Tottenham High Road becomes an inferno. ibid.
‘People wanted to hurt us really really bad.’ ibid. rozzer
Disorder is now breaking out in twenty-two London boroughs. ibid.
Rioting has now spread to other English cities. ibid.
A riot is at bottom the language of the unheard. Martin Luther King, Where Do We Go from Here? 1967
The limitation of riots, moral questions aside, is that they cannot win, and their participants know it. Martin Luther King
The more there are riots, the more repressive action will take place, and the more we face the danger of a right-wing takeover and eventually a fascist society. Martin Luther King
I found myself in the middle of a race riot when I was about 14 years old, and I found someone pointing a gun at me and telling me to run or they’d shoot me. Tracy Chapman
On the plus side, there were no rioters in sight but on the minus side this was probably because everywhere I looked was on fire. Ben Aaronovitch, Midnight Riot
In the summer of 1981 riots broke out in the inner cities. Thatcher: The Downing Street Years I: Woman at War, BBC 1993
The Rebecca Riots are a victory. Huw Edwards, The Story of Wales IV: Furnace of Change, BBC 2012
Bombay was in crisis: anti-Muslim riots had erupted here in December 1992 and again in January 1993. Misha Glenny, McMafia
Altogether 900 people, more than two-thirds of them Muslims, the rest Hindus, were slaughtered in those riots as law-enforcement officers stood and watched. ibid.

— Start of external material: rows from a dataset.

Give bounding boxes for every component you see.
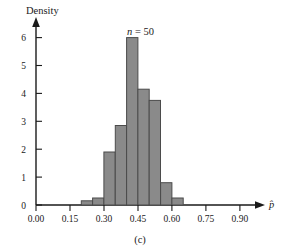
y-tick-label: 3 xyxy=(21,117,26,127)
y-axis-arrowhead xyxy=(32,17,40,27)
bars-group xyxy=(81,38,183,205)
bar xyxy=(127,38,138,205)
figure-caption: (c) xyxy=(134,234,146,246)
y-tick-label: 6 xyxy=(21,33,26,43)
bar xyxy=(149,100,160,205)
x-tick-group: 0.00 0.15 0.30 0.45 0.60 0.75 0.90 xyxy=(28,205,249,224)
x-tick-label: 0.75 xyxy=(198,214,215,224)
x-tick-label: 0.90 xyxy=(232,214,249,224)
figure-container: Density n = 50 p̂ 0 1 2 3 4 xyxy=(0,0,290,249)
sample-size-annotation: n = 50 xyxy=(127,26,154,37)
bar xyxy=(104,152,115,205)
x-tick-label: 0.45 xyxy=(130,214,147,224)
y-axis-title: Density xyxy=(26,5,59,16)
x-axis-title: p̂ xyxy=(268,199,274,210)
sample-size-value: = 50 xyxy=(132,26,154,37)
bar xyxy=(138,89,149,205)
x-tick-label: 0.60 xyxy=(164,214,181,224)
x-tick-label: 0.15 xyxy=(62,214,79,224)
bar xyxy=(172,198,183,205)
y-tick-label: 1 xyxy=(21,173,26,183)
y-tick-label: 2 xyxy=(21,145,26,155)
bar xyxy=(161,183,172,205)
bar xyxy=(93,198,104,205)
y-tick-label: 5 xyxy=(21,61,26,71)
y-tick-group: 0 1 2 3 4 5 6 xyxy=(21,33,42,210)
bar xyxy=(81,201,92,205)
bar xyxy=(115,126,126,206)
x-tick-label: 0.30 xyxy=(96,214,113,224)
x-axis-arrowhead xyxy=(255,201,265,209)
y-tick-label: 4 xyxy=(21,89,26,99)
x-tick-label: 0.00 xyxy=(28,214,45,224)
histogram-chart: Density n = 50 p̂ 0 1 2 3 4 xyxy=(0,0,290,249)
y-tick-label: 0 xyxy=(21,201,26,211)
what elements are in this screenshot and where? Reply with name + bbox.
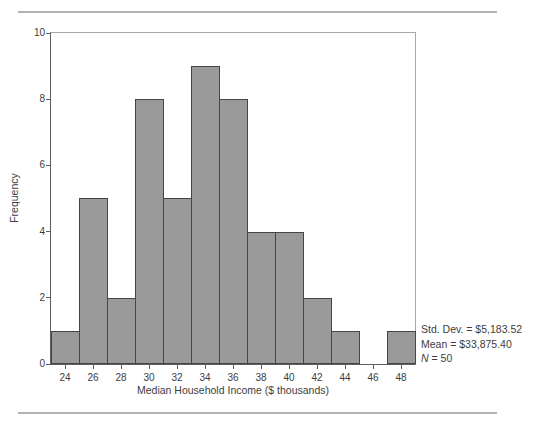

In the last five years, the number of peasant riots has risen spectacularly to roughly 80,000 per year and they continue to proliferate. ibid.
The wind backed sharply and hurled a torrent of sparks and whole burning splinters of wood across the Pike. The bright shower flew over the crowd to settle on the roofs of the quarter guard and of the magazines and store-houses behind it. Not for thirty seconds could Rodney hear under the other noises, the bang and rattle of rifle fire. John Masters, Nightrunners of Bengal p213
The green strangers pressed closer. An inch from his ear a rifle exploded. The ball smashed into Torrance’s appalled face, blew off his nose, and ploughed up between his eyes, into his forehead, and out at the top of his head. The Byronic boy squirmed gobbling in the dust, and spouted blood and brains. ibid. p214
All India had exploded into smoke and fire, that all its millions would be his enemies and he would find no pity or shelter in all its miles of plain and jungle. To right and left the bungalows burned, and outside each one men moved in silhouette. Some of them were shouting excitedly and firing rifles; in others the first panic of fear had gone, so that they stood about in whispering knots. ibid. p220
His son Robin lay beside Rambir, face down in his nightshirt the back of his head a black and clotted blur. Rodney felt the skull gently and thought it was not broken. Blood still trickled under the fair hair and dripped on the earth. They must have held him by the ankles, dashed him once against a wall or a tree, and thought they’d killed him. Rodney gathered him up and pressed him, kissing the round face and purple eyelids. The boy breathed in quick shallow gasps. The sepoys still moved about the lawn. ibid. p221
Tottenham, August 2011: ‘There is intelligence to suggest that Mark Duggan is currently in possession or control of about three firearms and is looking to take possession of a firearm at the scene.’ Lawful Killing: Mark Duggan, rozzers’ briefing, BBC 2016
The police shooting of Mark Duggan in August 2011 triggered the worst riots in modern British history. People died in those riots … There is still no agreement about what actually happened when Duggan was stopped by armed police on that summer’s day. ibid.
The story is wrapped up in secret intelligence … leading to a suspicion that the truth is being hidden. ibid.